Cleric urges ‘caution’ on blasphemy changes in Constitution

A leading Church of Ireland cleric has urged legislators to "use caution" when preparing changes to the Constitution dealing with blasphemy as an offence.

Cleric urges ‘caution’ on blasphemy changes in Constitution

David Pierpoint, Archdeacon of Dublin — in a sermon at a service to mark the opening of the new law term — said caution should be used when changing the Constitution, especially on issues of morality.

Referring to the proposed constitutional amendment on the blasphemy provision, he said it had been reported there appeared to have been overwhelming support for its removal from people who made submissions to the Constitutional Convention.

The convention had recommended its removal and a date for a referendum has yet to be decided.

The submissions were part of a much wider debate including the role of God and religion in the Constitution and the separation of Church and State, the Archdeacon said. He believed Church and State, and Church and the law, are “inextricably linked”.

“That is not to say the Church should interfere in matters of the State or the law but its role should be one of engagement with them in critique and moral guidance acting as a type of moral compass, the Archdeacon said.

“Right living and righteousness or morality are part of the one thing,” he added.

Archdeacon Pierpoint was speaking at the service in the Church of Ireland St Michan’s in Dublin attended by a number of members of the judiciary including Chief Justice Susan Denham. Dublin Lord Mayor Christy Burke was also in attendance. He also told listeners that the law, although essential for the conduct of human affairs, has a “limited place in them”. It is there to protect the weak and at times we all need that protection, he said.

When law enters the arena of morality, it nearly always runs into difficulties, he said.

“How far can sexual behaviour or same sex marriage or blasphemy or the right of women for personal autonomy be dealt with by the law, except in the limited sense of protecting the vulnerable?” he asked.

In his homily at a Mass at St Michan’s Roman Catholic Church, Halston St, Dublin, the Papal Nuncio, Most Reverend Charles Brown, said law is “a vocation aimed at the achievement and maintenance of justice, that most elusive of qualities”.

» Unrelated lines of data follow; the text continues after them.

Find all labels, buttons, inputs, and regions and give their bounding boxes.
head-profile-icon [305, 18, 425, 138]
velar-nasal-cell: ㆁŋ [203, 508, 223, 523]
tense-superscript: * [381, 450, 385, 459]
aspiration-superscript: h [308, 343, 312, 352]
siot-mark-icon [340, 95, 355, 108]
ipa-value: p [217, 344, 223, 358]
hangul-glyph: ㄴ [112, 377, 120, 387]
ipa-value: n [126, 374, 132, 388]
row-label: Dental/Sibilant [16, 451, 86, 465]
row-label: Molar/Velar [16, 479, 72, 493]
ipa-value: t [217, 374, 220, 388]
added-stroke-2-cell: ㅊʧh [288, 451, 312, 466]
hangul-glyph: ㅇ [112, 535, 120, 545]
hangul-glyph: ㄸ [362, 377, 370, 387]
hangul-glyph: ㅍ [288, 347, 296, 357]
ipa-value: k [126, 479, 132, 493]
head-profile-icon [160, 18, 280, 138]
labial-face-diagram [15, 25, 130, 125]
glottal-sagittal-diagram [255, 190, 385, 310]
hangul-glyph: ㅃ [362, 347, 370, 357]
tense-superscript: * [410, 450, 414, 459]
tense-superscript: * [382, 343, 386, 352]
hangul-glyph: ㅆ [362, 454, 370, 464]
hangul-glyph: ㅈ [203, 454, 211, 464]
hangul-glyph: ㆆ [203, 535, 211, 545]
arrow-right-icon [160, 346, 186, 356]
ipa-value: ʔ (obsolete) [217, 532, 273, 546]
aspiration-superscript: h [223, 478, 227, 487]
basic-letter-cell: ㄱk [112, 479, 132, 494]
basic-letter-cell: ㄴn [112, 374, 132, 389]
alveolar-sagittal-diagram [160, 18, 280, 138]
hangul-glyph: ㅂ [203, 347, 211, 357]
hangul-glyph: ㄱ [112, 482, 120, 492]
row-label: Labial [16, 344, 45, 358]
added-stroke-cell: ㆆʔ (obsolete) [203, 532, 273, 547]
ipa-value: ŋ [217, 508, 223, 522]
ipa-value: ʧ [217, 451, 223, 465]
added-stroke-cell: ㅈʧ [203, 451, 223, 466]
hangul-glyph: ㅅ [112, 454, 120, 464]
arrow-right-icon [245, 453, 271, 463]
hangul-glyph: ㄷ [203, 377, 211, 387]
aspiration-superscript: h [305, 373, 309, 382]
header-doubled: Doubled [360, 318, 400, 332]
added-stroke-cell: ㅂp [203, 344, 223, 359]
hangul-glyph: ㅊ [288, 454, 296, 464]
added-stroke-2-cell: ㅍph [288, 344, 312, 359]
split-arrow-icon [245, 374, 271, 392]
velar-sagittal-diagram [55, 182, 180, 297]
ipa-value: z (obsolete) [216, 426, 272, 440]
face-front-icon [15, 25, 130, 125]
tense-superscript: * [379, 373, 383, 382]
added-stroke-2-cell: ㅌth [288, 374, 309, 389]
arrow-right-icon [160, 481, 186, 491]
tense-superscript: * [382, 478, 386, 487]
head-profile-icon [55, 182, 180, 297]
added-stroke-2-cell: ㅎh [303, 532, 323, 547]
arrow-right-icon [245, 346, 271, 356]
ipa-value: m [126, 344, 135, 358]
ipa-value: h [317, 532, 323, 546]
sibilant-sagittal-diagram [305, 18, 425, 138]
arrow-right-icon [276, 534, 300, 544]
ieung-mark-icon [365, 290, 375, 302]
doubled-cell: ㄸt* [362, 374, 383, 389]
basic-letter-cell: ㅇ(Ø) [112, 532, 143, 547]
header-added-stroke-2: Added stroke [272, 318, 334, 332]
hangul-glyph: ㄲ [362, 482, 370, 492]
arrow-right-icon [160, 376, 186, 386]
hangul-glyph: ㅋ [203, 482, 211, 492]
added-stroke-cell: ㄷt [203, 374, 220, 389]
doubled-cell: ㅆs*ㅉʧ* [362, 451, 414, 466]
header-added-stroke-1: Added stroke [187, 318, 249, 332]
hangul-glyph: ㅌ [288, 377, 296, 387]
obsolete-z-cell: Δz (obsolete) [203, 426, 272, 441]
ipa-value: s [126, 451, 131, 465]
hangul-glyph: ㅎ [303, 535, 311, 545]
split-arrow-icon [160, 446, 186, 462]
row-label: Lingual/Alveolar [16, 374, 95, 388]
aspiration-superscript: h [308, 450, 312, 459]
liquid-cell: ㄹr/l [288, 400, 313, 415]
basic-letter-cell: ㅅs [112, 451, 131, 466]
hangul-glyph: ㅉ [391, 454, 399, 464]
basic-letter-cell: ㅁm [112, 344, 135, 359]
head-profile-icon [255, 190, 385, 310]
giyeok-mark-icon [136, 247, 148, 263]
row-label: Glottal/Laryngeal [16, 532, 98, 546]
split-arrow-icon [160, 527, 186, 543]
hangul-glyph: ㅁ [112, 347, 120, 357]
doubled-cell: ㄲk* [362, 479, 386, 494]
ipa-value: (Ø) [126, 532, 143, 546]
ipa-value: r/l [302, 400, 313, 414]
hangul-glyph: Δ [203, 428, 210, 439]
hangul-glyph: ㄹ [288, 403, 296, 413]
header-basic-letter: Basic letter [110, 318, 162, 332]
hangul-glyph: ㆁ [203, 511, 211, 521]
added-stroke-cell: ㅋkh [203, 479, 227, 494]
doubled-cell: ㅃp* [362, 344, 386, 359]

Addressing a congregation including senior members of the Irish judiciary as well as visiting judges from England, Scotland, and France, Monsignor Browne said justice means “making things right, giving each person what is due him or her”.

It requires “honesty and integrity and, not infrequently, courage”.

Noting this period marks 50 years since the Second Vatican Council, he said what was perhaps most innovative about Vatican II was its emphasis on the autonomy of the temporal or secular order, the fact that human society has its own standing, importance, values and principles. Common life on earth, if it is to be harmonious, “needs to be built upon recognition of this intrinsically ethical component”, he said.